We derive and analyze a Darwinian dynamic model based on a general di erence equation population model under the assumption of a trade-o between fertility and survival. Both inherent and density dependent terms are functions of a phenotypic trait (subject to Darwinian evolution) and its population mean. We prove general theorems about the existence and stability of extinction equilibria and the bifurcation of positive equilibria when extinction equilibria destabilize. We apply these results, together with the Evolutionarily Stable Strategy (ESS) Maximum Principle, to the model when both semelparous and iteroparous traits are available to individuals in the population.

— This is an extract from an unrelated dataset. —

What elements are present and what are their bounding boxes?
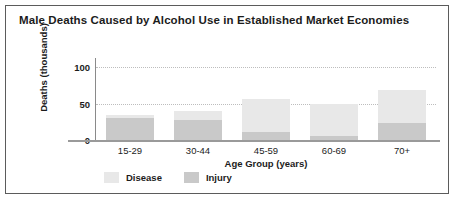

We find that if the density terms in the population model are trait independent, then only semelparous equilibria are ESS. When density terms do depend on the trait, then in a neighborhood of a bifurcation point it is again the case that only semelparous equilibria are ESS. However, we also show by simulations that ESS iteroparous (and also non-ESS semelparous) equilibria can arise outside a neighborhood of bifurcation points when density e ects depend in a hierarchical manner on the trait.

Highlights

  • Life history strategies that individuals adopt play a central and important role in the dynamics of biological populations [1, 2]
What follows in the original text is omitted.